Collected data:
/---

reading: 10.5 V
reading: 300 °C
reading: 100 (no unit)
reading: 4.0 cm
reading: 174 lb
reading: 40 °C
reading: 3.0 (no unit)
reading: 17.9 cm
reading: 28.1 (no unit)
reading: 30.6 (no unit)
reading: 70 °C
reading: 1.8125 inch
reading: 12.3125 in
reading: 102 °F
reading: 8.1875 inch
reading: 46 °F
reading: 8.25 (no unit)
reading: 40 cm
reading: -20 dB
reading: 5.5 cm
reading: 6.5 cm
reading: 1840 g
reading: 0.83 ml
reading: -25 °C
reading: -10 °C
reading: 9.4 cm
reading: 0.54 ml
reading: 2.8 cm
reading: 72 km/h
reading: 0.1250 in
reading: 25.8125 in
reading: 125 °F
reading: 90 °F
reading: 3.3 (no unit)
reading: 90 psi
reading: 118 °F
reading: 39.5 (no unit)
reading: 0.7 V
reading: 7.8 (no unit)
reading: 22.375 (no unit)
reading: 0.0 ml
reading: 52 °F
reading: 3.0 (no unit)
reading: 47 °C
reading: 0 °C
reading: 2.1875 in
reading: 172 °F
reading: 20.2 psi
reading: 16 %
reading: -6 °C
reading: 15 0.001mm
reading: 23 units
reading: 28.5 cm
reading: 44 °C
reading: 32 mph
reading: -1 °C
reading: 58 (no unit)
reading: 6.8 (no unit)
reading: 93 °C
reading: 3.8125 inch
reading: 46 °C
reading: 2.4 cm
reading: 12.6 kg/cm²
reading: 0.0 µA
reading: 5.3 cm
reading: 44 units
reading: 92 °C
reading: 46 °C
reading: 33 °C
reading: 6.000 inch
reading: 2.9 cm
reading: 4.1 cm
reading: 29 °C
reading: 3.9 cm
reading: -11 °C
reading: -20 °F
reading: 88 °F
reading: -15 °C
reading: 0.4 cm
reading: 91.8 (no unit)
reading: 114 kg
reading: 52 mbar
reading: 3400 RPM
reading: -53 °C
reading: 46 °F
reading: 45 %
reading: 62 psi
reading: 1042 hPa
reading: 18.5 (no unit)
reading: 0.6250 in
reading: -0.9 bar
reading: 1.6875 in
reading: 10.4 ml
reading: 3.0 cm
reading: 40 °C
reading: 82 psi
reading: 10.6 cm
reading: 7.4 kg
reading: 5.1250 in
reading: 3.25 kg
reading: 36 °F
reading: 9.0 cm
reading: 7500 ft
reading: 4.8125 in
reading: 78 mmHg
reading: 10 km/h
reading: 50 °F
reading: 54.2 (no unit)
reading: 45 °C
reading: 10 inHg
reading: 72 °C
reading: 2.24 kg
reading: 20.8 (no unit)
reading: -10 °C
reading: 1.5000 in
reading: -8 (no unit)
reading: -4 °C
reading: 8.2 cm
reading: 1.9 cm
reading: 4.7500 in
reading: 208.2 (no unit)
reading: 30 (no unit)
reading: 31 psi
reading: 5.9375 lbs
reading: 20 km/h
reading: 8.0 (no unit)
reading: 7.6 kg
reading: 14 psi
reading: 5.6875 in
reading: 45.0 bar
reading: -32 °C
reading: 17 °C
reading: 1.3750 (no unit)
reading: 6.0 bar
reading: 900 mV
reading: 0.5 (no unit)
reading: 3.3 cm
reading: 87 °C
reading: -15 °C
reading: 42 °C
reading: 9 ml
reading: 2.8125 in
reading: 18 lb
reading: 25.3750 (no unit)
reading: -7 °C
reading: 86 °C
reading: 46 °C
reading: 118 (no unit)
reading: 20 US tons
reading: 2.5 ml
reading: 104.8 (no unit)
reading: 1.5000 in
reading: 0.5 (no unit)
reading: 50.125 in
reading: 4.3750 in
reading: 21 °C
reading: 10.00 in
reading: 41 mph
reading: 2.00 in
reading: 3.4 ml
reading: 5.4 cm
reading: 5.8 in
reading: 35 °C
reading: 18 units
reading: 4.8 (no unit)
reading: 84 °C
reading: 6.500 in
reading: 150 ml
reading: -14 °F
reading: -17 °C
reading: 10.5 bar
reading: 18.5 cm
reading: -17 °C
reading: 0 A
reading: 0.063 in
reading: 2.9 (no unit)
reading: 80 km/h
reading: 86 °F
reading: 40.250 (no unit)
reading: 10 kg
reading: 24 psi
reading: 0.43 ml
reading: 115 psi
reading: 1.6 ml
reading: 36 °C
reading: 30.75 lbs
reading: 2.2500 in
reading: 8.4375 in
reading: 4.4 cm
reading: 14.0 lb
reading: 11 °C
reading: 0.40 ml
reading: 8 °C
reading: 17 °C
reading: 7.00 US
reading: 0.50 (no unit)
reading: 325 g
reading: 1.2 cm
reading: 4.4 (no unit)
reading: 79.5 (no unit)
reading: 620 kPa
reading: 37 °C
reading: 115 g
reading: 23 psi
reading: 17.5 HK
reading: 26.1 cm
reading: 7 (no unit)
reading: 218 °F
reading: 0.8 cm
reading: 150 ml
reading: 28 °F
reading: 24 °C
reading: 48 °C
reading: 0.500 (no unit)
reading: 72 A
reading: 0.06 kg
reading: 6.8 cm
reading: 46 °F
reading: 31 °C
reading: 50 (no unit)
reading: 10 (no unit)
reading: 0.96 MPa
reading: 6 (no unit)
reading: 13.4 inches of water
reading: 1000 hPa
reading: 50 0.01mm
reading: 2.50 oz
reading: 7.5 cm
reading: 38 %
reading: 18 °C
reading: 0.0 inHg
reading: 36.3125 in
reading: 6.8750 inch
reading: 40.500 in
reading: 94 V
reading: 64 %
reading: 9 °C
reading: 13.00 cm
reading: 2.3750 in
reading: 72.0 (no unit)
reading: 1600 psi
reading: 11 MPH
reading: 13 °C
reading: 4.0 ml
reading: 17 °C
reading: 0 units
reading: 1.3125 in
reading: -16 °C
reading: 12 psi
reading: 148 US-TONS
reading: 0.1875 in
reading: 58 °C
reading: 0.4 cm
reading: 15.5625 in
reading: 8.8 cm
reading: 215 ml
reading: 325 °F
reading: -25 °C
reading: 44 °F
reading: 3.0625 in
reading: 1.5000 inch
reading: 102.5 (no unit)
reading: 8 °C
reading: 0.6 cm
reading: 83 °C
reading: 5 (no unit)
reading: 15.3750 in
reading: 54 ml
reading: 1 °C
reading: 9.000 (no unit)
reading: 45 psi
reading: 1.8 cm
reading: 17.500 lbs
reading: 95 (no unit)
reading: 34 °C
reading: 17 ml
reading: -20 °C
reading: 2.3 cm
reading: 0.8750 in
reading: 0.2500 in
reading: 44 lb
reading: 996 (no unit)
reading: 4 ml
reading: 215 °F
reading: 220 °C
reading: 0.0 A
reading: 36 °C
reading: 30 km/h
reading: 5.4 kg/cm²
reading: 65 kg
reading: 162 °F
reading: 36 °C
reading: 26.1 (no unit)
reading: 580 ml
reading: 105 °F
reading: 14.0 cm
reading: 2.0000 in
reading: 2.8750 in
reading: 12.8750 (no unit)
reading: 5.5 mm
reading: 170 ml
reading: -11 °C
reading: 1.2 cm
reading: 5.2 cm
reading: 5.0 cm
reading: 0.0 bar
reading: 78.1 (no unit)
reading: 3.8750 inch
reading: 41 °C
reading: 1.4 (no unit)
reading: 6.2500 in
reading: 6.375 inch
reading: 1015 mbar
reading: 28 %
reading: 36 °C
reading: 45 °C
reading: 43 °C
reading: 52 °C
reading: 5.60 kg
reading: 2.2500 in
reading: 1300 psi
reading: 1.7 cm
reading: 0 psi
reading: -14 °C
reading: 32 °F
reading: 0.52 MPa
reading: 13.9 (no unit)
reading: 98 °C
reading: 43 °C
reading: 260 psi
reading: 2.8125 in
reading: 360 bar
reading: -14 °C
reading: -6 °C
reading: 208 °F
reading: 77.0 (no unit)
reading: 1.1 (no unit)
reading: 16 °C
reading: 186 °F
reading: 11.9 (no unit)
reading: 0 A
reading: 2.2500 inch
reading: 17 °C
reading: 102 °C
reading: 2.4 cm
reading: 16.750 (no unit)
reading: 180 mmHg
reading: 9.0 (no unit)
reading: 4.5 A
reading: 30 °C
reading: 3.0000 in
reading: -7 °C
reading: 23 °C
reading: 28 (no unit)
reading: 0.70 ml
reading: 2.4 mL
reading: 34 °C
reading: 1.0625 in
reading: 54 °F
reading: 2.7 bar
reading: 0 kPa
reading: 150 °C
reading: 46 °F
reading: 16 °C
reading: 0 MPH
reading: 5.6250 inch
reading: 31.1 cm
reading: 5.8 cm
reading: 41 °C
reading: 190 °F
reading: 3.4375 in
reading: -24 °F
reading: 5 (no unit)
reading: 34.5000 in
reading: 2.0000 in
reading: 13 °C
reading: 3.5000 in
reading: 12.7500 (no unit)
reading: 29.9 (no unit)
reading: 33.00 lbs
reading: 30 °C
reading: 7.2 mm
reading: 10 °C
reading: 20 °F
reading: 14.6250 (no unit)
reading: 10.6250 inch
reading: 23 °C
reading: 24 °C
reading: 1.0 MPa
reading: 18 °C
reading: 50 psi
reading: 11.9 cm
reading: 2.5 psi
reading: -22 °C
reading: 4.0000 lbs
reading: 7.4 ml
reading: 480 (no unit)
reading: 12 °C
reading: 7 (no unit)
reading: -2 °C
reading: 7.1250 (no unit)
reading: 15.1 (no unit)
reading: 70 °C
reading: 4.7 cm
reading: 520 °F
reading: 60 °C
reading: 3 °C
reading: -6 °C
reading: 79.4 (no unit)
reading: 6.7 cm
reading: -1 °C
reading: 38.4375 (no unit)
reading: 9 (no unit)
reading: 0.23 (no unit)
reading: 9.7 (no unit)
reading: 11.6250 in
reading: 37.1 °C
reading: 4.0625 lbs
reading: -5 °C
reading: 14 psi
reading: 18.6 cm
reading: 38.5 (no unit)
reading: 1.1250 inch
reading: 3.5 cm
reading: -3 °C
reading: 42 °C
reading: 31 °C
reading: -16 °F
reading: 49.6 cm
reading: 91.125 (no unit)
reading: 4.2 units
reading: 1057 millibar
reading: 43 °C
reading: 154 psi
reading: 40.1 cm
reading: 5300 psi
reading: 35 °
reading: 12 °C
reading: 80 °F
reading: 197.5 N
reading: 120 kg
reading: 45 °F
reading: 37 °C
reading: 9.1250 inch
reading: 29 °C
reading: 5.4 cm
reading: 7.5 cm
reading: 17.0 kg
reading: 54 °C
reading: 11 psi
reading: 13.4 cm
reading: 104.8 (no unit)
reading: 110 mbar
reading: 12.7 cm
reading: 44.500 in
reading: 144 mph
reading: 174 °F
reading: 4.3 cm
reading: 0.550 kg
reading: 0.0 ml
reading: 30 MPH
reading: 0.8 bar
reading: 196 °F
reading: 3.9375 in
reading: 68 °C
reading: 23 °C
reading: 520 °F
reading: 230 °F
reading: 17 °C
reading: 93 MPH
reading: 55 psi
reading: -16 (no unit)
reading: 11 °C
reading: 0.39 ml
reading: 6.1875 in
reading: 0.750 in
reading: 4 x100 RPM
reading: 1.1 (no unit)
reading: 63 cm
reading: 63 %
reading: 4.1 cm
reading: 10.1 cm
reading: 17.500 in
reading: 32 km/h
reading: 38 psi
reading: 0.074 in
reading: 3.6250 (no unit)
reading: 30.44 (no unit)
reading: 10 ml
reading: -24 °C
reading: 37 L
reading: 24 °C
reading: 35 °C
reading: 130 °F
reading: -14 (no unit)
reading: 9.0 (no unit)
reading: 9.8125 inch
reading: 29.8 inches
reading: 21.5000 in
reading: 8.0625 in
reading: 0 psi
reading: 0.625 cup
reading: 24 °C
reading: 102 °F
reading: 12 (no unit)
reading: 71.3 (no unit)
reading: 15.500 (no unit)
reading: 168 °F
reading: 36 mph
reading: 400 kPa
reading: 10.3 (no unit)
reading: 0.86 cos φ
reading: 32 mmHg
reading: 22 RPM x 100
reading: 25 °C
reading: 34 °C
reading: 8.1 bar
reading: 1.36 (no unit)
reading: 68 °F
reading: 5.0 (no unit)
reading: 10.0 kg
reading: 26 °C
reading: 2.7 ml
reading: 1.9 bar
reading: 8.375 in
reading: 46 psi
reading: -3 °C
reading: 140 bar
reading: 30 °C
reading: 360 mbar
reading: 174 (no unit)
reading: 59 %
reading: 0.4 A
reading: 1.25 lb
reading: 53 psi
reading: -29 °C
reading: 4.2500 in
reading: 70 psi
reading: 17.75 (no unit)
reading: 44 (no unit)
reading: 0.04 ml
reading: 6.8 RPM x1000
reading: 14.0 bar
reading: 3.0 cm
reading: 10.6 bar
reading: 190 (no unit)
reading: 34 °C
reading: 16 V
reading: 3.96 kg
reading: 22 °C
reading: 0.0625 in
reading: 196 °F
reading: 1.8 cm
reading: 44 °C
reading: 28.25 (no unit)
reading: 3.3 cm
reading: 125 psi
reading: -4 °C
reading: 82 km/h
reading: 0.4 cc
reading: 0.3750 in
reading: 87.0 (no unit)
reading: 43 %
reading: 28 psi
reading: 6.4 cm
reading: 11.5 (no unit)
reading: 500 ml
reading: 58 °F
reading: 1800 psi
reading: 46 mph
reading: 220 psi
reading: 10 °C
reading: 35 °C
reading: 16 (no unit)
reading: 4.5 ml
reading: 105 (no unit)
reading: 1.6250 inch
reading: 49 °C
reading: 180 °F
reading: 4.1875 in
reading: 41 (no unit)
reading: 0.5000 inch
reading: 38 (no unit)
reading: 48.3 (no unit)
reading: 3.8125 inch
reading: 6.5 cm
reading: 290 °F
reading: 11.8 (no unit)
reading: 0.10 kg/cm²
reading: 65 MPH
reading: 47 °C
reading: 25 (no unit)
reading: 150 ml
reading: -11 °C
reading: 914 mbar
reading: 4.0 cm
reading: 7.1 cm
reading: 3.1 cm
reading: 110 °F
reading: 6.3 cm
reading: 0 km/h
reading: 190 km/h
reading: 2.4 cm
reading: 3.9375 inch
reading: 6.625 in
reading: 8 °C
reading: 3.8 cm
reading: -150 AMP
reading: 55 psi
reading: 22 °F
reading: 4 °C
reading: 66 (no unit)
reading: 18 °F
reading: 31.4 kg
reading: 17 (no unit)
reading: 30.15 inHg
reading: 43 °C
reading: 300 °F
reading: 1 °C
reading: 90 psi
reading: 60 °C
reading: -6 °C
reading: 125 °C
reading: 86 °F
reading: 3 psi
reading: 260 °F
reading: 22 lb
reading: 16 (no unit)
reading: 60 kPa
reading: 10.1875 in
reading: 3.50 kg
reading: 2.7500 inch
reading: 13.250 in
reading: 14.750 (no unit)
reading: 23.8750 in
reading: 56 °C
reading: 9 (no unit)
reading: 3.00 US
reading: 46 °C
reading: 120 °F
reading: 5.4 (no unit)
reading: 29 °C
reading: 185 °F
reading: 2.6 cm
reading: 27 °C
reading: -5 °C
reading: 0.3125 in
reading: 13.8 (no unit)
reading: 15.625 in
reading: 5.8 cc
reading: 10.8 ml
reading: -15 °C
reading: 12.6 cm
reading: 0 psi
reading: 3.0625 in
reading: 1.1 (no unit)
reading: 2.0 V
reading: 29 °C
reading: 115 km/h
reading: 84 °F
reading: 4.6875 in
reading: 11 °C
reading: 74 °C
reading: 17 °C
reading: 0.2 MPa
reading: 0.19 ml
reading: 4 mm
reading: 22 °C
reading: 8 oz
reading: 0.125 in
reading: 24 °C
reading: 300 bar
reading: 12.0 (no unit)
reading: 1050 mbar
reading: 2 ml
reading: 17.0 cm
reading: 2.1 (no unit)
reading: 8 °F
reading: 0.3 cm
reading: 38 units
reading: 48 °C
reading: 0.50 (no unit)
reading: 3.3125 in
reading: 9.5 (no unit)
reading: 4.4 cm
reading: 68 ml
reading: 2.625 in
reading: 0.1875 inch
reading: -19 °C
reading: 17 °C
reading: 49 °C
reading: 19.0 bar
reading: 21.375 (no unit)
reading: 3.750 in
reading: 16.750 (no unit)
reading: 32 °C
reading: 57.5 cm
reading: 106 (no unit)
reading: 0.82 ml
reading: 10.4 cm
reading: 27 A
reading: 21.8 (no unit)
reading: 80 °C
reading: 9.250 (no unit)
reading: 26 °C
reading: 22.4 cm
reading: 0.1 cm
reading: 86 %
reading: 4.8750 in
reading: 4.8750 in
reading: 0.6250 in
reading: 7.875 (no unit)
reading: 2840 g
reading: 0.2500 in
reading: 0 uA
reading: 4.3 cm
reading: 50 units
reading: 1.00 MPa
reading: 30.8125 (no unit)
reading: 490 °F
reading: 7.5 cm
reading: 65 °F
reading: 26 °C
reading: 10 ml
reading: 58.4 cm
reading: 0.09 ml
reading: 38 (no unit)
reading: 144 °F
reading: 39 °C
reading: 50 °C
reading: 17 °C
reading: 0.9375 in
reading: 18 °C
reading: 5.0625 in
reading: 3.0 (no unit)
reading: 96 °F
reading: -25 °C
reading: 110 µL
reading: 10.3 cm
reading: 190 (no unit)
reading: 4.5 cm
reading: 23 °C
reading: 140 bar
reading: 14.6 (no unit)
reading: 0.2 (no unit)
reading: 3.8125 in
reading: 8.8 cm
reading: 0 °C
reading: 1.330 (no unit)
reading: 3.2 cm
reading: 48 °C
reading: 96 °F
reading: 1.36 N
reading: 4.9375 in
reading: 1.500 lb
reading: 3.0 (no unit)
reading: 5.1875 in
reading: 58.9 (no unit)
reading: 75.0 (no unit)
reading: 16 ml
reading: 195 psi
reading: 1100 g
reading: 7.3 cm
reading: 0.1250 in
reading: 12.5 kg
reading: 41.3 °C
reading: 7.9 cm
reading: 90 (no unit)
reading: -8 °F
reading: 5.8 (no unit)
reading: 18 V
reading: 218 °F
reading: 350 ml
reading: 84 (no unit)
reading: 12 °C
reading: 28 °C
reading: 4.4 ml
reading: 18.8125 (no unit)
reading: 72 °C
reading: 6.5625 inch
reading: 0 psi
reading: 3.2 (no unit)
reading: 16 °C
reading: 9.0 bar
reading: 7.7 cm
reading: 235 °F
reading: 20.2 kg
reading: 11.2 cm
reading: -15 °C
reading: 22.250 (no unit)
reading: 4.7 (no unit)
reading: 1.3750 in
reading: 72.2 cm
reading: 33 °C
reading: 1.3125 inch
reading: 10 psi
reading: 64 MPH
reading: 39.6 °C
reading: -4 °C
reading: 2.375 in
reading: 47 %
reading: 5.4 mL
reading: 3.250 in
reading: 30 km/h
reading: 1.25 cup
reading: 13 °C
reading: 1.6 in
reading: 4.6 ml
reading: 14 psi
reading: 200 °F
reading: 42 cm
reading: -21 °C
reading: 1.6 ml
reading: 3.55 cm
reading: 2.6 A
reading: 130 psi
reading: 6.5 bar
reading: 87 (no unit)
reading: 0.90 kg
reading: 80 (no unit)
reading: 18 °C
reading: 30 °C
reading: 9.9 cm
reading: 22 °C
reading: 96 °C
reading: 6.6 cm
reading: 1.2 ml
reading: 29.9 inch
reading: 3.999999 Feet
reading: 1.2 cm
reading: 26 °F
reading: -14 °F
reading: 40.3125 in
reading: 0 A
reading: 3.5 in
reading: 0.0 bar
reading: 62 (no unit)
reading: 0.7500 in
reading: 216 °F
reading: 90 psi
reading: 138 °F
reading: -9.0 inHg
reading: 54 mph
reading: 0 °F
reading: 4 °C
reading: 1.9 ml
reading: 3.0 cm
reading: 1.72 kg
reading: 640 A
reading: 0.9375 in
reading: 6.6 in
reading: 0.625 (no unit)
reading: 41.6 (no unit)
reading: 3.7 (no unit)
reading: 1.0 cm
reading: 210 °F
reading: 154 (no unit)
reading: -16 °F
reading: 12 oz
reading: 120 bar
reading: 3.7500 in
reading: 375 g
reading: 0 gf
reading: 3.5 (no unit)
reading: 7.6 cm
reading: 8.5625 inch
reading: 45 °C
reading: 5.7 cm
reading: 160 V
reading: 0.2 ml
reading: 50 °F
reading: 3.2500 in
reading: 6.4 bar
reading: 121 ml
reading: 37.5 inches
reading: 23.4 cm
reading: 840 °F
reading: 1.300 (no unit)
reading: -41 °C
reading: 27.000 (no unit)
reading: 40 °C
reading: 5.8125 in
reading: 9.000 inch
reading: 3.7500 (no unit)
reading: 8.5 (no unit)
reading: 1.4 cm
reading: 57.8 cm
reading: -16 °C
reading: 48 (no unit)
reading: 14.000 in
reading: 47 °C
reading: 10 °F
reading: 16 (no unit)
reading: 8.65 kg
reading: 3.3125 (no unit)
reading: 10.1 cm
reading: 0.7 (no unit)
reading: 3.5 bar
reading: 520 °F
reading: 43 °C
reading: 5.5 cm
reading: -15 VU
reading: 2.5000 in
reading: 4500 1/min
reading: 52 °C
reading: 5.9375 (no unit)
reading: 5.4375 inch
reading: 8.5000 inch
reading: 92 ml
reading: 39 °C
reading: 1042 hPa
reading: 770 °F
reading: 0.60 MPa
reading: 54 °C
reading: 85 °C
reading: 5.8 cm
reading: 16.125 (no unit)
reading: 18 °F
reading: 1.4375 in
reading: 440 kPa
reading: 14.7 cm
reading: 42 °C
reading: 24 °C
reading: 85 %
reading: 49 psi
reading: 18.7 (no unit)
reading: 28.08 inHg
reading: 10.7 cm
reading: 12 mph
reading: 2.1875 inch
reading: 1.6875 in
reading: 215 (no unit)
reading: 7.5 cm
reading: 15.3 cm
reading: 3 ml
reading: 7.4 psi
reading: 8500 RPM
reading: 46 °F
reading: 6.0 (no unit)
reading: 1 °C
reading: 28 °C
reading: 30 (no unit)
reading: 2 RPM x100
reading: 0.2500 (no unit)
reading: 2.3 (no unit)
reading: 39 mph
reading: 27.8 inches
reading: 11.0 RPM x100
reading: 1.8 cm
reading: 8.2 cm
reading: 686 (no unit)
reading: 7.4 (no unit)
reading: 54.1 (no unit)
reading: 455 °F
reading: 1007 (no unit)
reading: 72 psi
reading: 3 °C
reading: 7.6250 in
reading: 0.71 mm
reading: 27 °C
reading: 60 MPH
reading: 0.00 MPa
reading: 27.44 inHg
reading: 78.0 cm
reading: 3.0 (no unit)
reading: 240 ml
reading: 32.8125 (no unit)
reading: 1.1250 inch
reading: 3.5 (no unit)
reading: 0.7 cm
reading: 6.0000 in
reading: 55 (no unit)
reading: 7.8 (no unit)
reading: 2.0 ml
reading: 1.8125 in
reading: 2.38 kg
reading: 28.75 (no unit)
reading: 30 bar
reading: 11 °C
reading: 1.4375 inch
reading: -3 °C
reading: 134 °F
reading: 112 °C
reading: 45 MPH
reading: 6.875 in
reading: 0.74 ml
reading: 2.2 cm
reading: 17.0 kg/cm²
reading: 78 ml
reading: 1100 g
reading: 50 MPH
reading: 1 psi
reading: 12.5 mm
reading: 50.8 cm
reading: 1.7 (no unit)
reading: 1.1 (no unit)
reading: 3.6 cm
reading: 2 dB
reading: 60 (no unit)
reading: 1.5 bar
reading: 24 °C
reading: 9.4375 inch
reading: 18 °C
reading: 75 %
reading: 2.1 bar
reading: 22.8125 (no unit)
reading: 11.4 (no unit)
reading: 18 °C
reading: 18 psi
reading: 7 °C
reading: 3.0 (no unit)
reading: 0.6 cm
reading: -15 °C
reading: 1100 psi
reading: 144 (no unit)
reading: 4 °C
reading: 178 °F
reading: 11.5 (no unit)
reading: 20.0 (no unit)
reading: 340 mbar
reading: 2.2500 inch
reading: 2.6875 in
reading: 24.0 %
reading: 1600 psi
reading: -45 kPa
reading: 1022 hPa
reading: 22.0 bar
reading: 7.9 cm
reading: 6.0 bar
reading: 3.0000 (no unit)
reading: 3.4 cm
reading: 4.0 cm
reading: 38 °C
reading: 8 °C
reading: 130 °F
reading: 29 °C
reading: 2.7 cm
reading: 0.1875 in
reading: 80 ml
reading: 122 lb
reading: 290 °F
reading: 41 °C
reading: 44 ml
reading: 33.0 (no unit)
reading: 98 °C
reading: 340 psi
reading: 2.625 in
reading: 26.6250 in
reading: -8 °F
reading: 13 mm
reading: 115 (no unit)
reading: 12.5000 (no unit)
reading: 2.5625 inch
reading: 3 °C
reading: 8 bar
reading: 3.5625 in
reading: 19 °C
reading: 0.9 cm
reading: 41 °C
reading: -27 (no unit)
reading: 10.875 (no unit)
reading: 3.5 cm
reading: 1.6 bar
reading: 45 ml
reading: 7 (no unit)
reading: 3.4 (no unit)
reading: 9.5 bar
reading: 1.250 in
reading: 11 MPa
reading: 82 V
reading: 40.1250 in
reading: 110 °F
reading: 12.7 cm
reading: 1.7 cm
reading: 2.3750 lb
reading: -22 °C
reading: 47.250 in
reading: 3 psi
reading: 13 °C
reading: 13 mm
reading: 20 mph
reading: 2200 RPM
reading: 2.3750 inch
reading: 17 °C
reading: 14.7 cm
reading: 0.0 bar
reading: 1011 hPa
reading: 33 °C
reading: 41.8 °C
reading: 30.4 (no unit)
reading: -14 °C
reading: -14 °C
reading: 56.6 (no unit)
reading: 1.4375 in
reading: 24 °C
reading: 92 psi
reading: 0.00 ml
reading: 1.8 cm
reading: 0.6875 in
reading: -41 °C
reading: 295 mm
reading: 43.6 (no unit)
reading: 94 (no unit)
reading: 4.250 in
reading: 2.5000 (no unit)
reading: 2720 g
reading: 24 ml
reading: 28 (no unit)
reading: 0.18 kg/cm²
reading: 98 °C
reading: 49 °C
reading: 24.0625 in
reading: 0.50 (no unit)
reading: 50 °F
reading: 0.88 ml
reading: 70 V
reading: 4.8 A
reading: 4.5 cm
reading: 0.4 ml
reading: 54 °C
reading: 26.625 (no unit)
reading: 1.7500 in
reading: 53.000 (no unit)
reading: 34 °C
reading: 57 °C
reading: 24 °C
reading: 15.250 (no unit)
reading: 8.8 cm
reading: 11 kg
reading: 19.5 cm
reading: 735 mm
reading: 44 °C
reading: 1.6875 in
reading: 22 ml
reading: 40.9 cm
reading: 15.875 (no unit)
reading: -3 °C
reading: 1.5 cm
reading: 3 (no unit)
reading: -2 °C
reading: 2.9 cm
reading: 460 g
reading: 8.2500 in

\---

### YOUR INSTRUCTIONS
The lines to extract from the data above begin with the line containing "reading: 5.5 mm" and end with the line containing "reading: 6.375 inch". Extract them exactly, including both.

### SOLUTION TO THE EXERCISE
reading: 5.5 mm
reading: 170 ml
reading: -11 °C
reading: 1.2 cm
reading: 5.2 cm
reading: 5.0 cm
reading: 0.0 bar
reading: 78.1 (no unit)
reading: 3.8750 inch
reading: 41 °C
reading: 1.4 (no unit)
reading: 6.2500 in
reading: 6.375 inch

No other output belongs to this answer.